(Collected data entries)

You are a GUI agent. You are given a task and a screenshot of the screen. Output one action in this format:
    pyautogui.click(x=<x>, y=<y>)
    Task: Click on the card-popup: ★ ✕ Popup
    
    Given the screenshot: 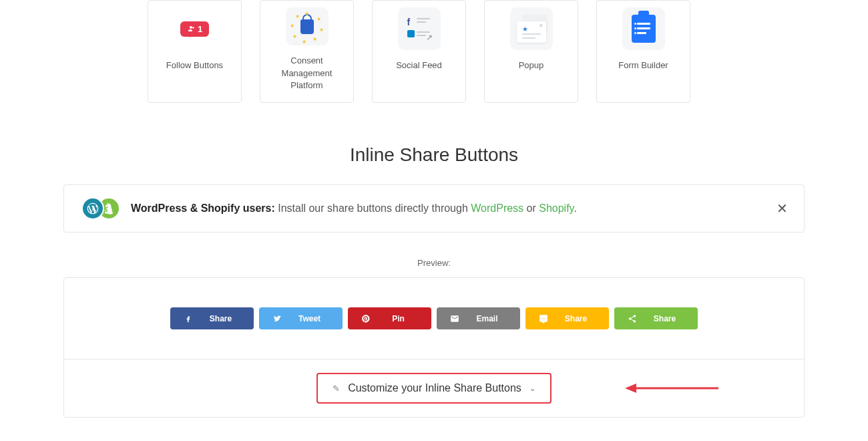 What is the action you would take?
    pyautogui.click(x=531, y=51)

— Task to carry out —
Give back every line from the beginning of the records through the line holding "Task: Click on the card-popup: ★ ✕ Popup", exactly as it reads, and leave out the rest.

— Answer to the problem —
You are a GUI agent. You are given a task and a screenshot of the screen. Output one action in this format:
    pyautogui.click(x=<x>, y=<y>)
    Task: Click on the card-popup: ★ ✕ Popup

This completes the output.